Perhaps due to the relative simplicity of the corresponding data analysis, or perhaps due to the noise reduction that occurs when taking means, synoptic data (i.e., using the mean of a metric for a given month across study years as the expected value for that month) have been used extensively to assess both seasonal patterns of malaria as well as the effects of climatological covariates on malaria data. In a sense, the synoptic curve of incidence in a location is a close proxy to the seasonal pattern of malaria transmission intensity within the region. Were there to exist no inter-annual variation in incidence (or drivers) these two quantities would be comparable. As such, to infer a basic level of understanding of seasonal patterns, synoptic data can be a useful tool. However, in reality the previous premise is demonstrably false. Natural, intrinsic periodicity in malaria transmission suggests that averaging over years to produce a single value for expected incidence on a given day (or, more commonly, in a given month) obfuscates the true annual patterns and may bias inference [45]. Further, if climate is closely linked to incidence, averaging incidence across years with vastly different rainfall or temperature may result in producing seasonal signatures that, in practice, never occur themselves. Finally, global drivers of climate like ENSO have multi-year cycles and synoptic data implicitly ignore any potential impact of these sorts of covariates. Removing all influence of climatological drivers, or even more extreme all extrinsic drivers, would likely remove much of the crucial seasonal patterns that are needed to inform public policy. Instead, accounting for the inter-annual variation that can be ascribed to external drivers would still leave the necessary seasonal patterns. Such an analysis may result in a signal much different from that of the synoptic mean, and as such de-trending the data must be done with considerable care.

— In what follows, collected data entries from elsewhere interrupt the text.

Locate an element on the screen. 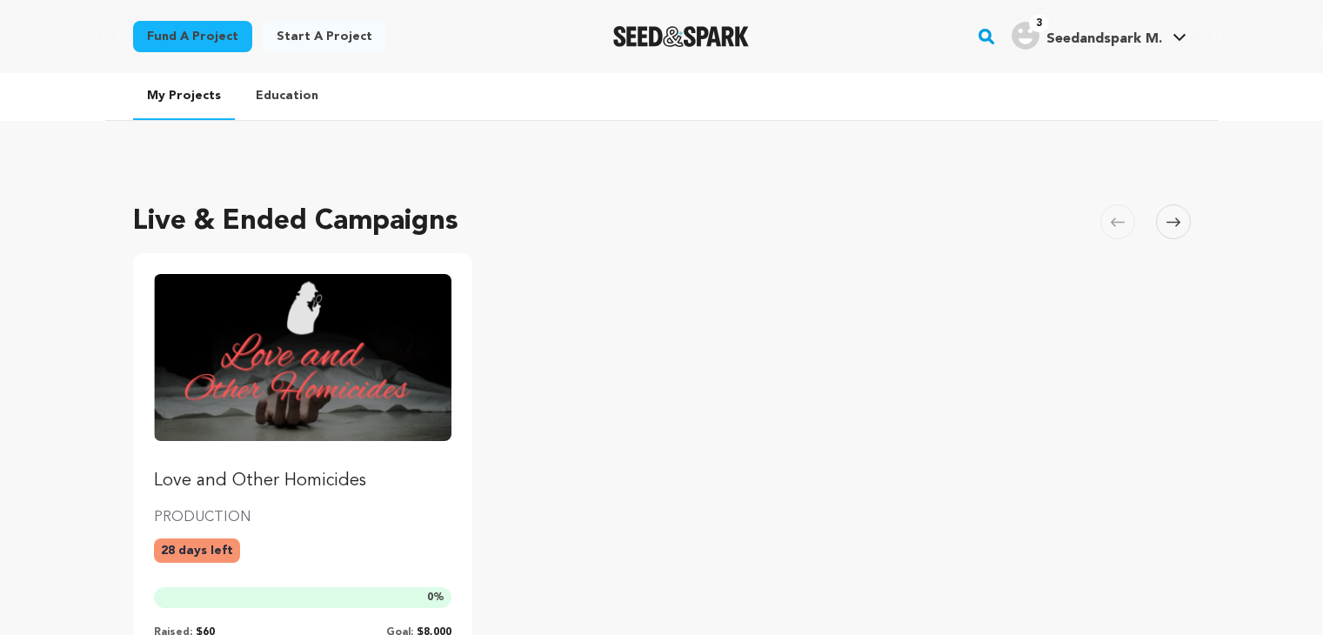 The image size is (1323, 635). a: Fund Love and Other Homicides is located at coordinates (303, 384).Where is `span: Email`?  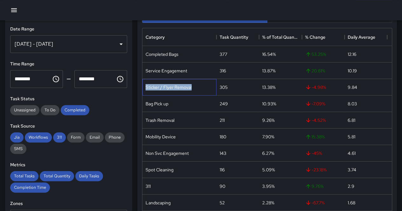
span: Email is located at coordinates (95, 137).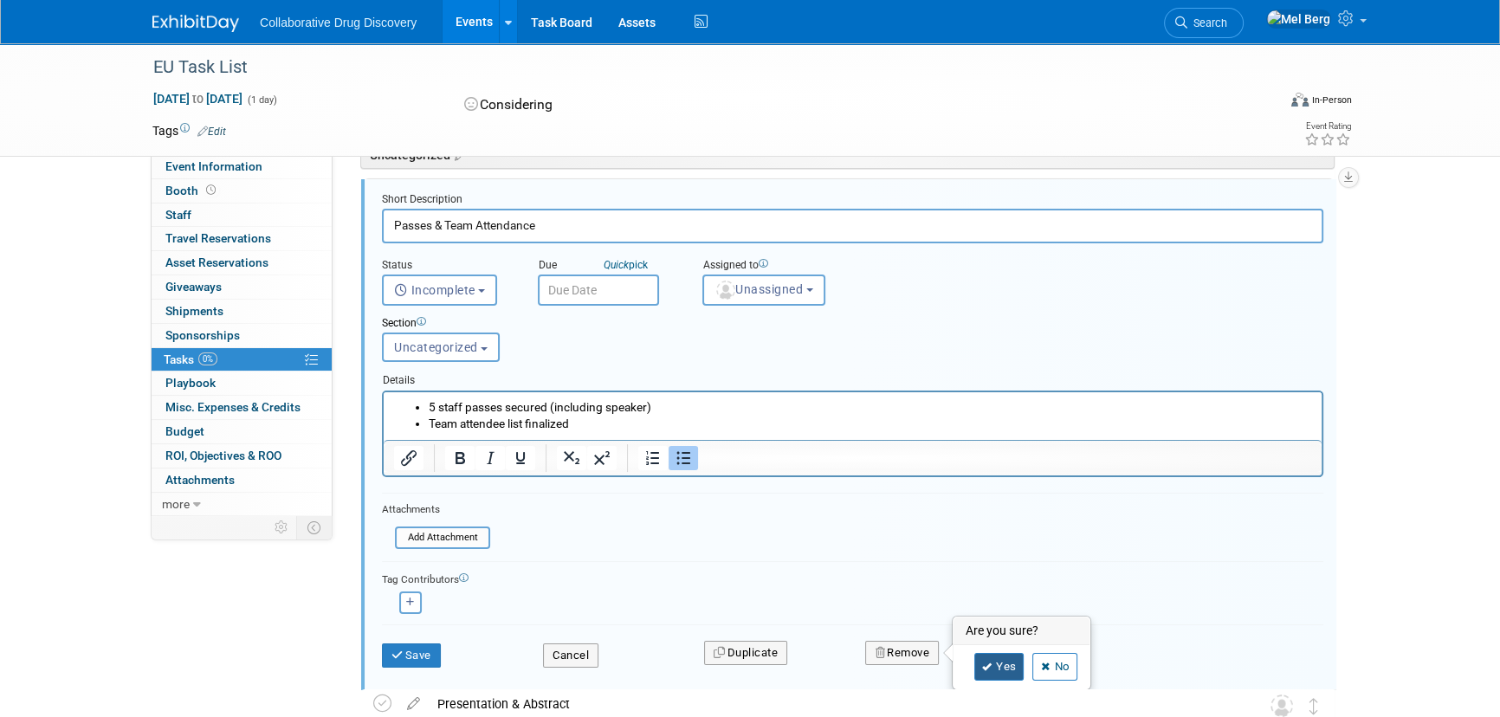 Image resolution: width=1500 pixels, height=717 pixels. Describe the element at coordinates (487, 31) in the screenshot. I see `li: Team attendee list finalized` at that location.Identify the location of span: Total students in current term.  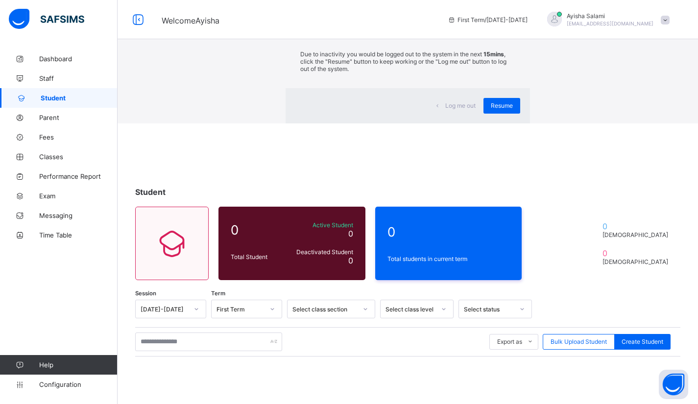
(449, 259).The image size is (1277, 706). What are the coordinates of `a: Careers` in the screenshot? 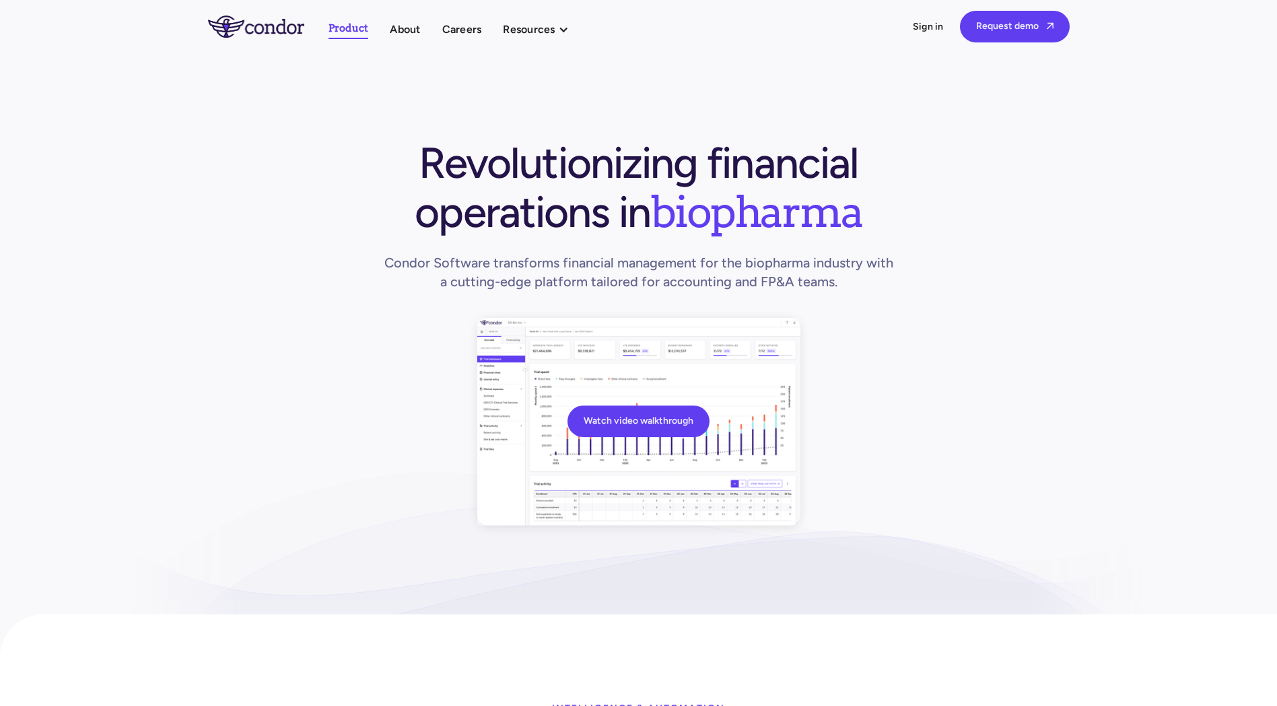 It's located at (462, 29).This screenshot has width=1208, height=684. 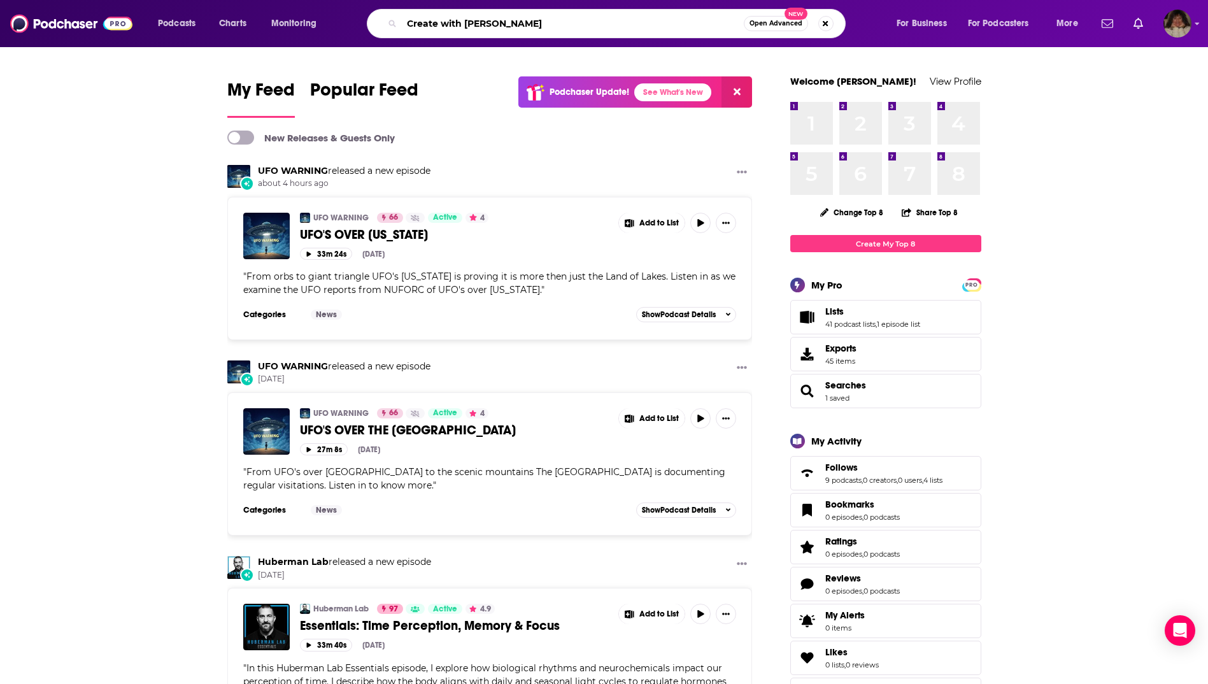 What do you see at coordinates (836, 652) in the screenshot?
I see `span: Likes` at bounding box center [836, 652]. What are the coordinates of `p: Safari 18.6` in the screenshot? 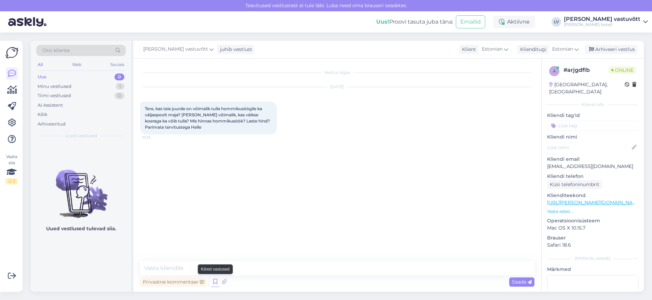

The analysis conducted by the papers reviewed was typically strongly driven by the question the study was designed to address. Because most of the studies included in this review were not focused on assessing the strength and signal of seasonality, the types of analyses were not directed to this task. The most frequent purpose of a study was to link climatological covariates to temporal variation in a specific malaria metric. This variation was acknowledged to occur at both intra- and inter-annual scales, but beyond fine-scale temporal variation, the studies most frequently focused on inter-annual scales. For the mechanistic approaches, except for a few that investigated the intrinsic periodic properties of their system, seasonality was incorporated by including relationships between parameters and climatological and temporal covariates. The most frequent driver of temporal variation in these studies concerned the daily survival rate of the mosquito. A non-linear relationship [18] has been identified in laboratory and field studies, where mosquitoes are more likely to die at both extremely cold and extremely hot temperatures. Recent work by Mordecai et al. have shown that non-linear temperature responses in all mosquito and parasite parameters that determine malaria transmission.

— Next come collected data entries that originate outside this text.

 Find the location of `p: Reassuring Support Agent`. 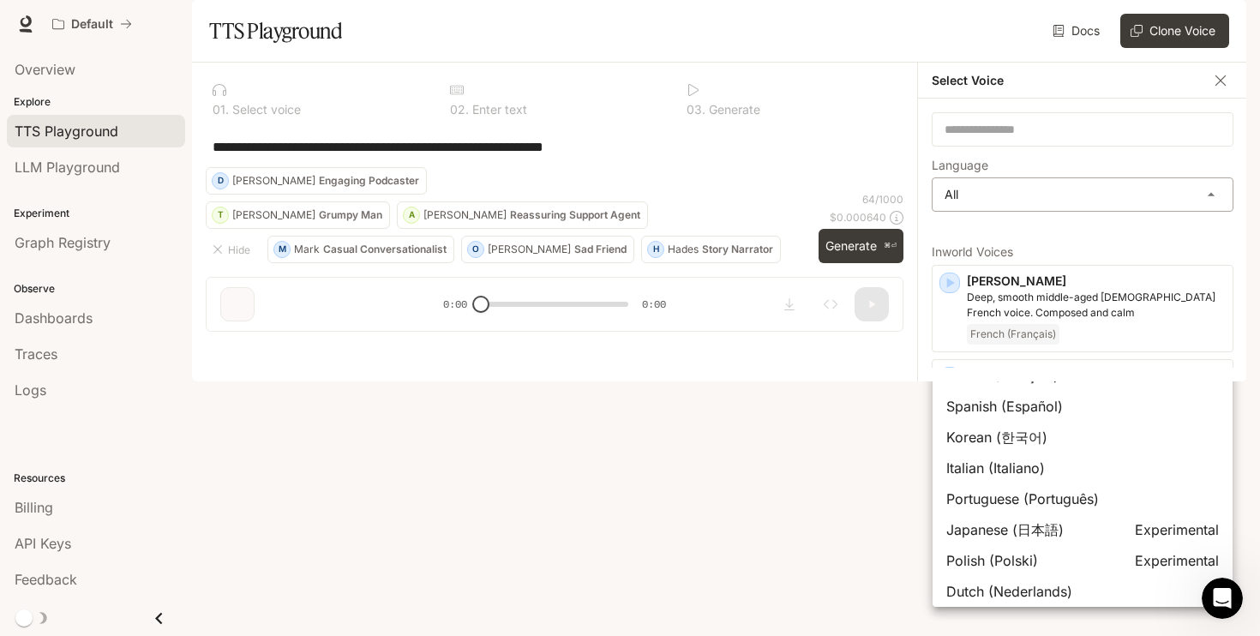

p: Reassuring Support Agent is located at coordinates (575, 215).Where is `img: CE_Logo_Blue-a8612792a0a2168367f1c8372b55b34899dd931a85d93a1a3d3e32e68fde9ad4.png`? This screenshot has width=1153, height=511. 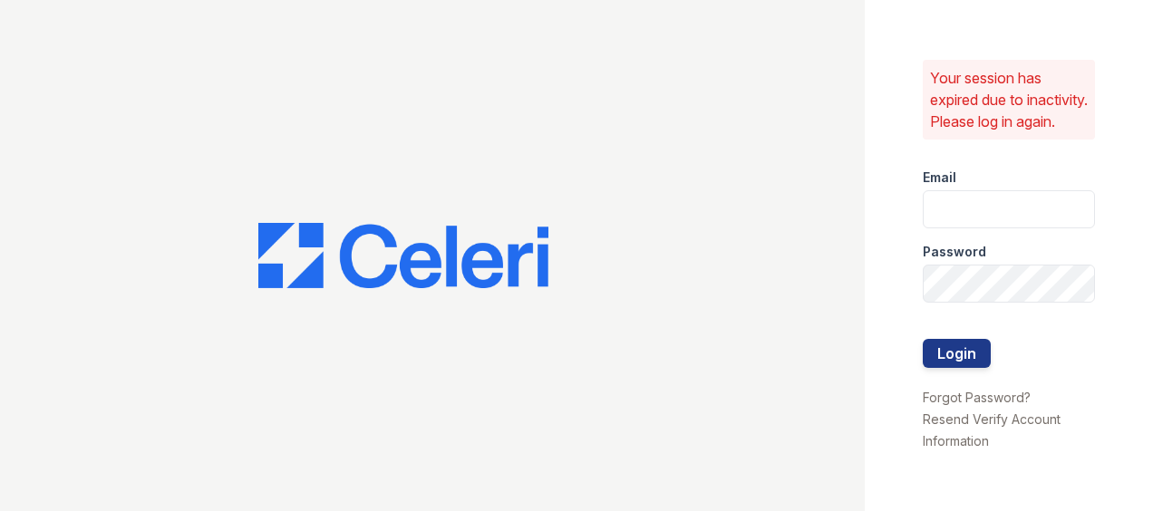
img: CE_Logo_Blue-a8612792a0a2168367f1c8372b55b34899dd931a85d93a1a3d3e32e68fde9ad4.png is located at coordinates (403, 256). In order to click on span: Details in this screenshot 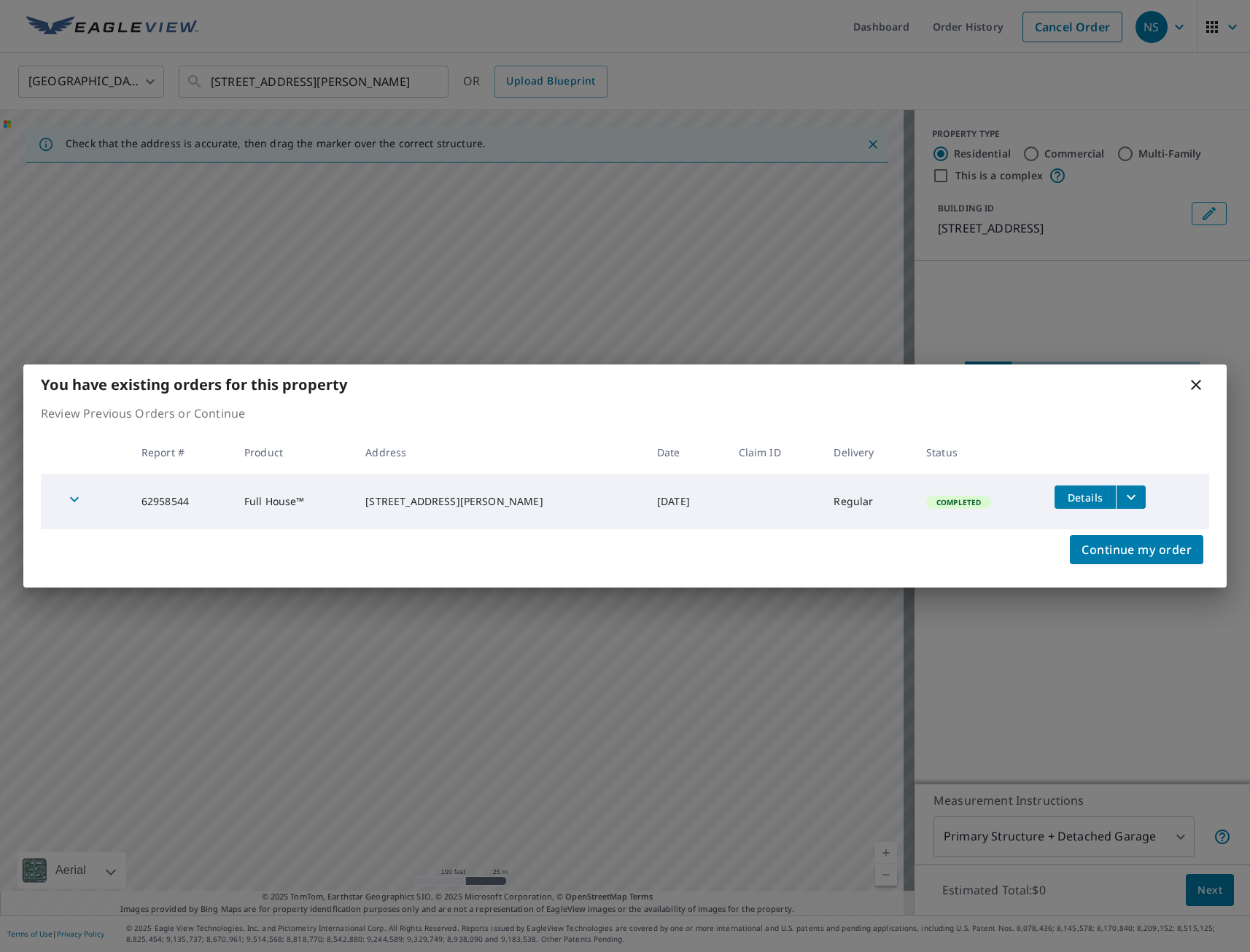, I will do `click(1085, 497)`.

The scope of this review concerns the current seasonal patterns of malaria across the globe. Although it is, thus, outside the purview of this review, the growing literature assessing the potential changes in the range and incidence of malaria in the face of potential changes in local and global climate must be noted. Within our review, 51 publications were excluded from further analysis because they were identified as being solely concerned with assessing some aspect of the impact of climate change on malaria. Many of these works have combined the predicted climate maps produced by WorldClim or ClimMond [46] with the mosquito daily survival rates identified by Martens and others to predict either changes in range of climate suitability (which does not always imply ‘increases’ in range) or changes in incidence vis-à-vis changes in the length of the year for which transmission is possible. Given the extremely complex interplay between the natural transmission dynamics of malaria and the impact that humans and economic development exert on the system (either positively or negatively), understanding the consequences of a 5 °C increase in local temperature on malaria remains a pertinent, but poorly understood problem.

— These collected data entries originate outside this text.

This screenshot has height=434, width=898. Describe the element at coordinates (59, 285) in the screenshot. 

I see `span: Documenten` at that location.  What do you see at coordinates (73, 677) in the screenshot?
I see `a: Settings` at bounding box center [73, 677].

It is important to note that several previous studies have paved the way for this comprehensive review and have, themselves, begun the effort in earnest to quantify seasonal patterns either locally or in large regions across the globe. Mabaso et al. [47] applied Markham’s concentration index [48] to data from Zimbabwe. They identified significant effects of both temperature and rainfall in determining the strength and timing of seasonal outbreaks. Roca et al. [5] conducted a systematic literature review of studies concerning the age of paediatric hospital admissions with severe malaria syndromes. This was followed by estimation of the potential impact of seasonal malaria chemoprevention on children across Africa [2], work which suggested that seasonal prevention strategies could avert millions of malaria cases and tens of thousands of childhood deaths every year. Ermert et al. [40] utilized the Liverpool model [30] to approximate seasonality by identifying when the estimated EIR in a location first exceeded 0.1. They also were able to reliably recreate seasonal quantities such as the beginning and end of the ‘season’ with their model when applied to West Africa. Gemperli et al. [21] used a seasonality map derived from climatological covariates (rainfall, temperature and NDVI) within a mechanistic modelling framework to estimate the length of the malaria season. Each of these studies, as well as several others, has indicated that there appears to be some level of predictability of malaria seasonality in endemic settings.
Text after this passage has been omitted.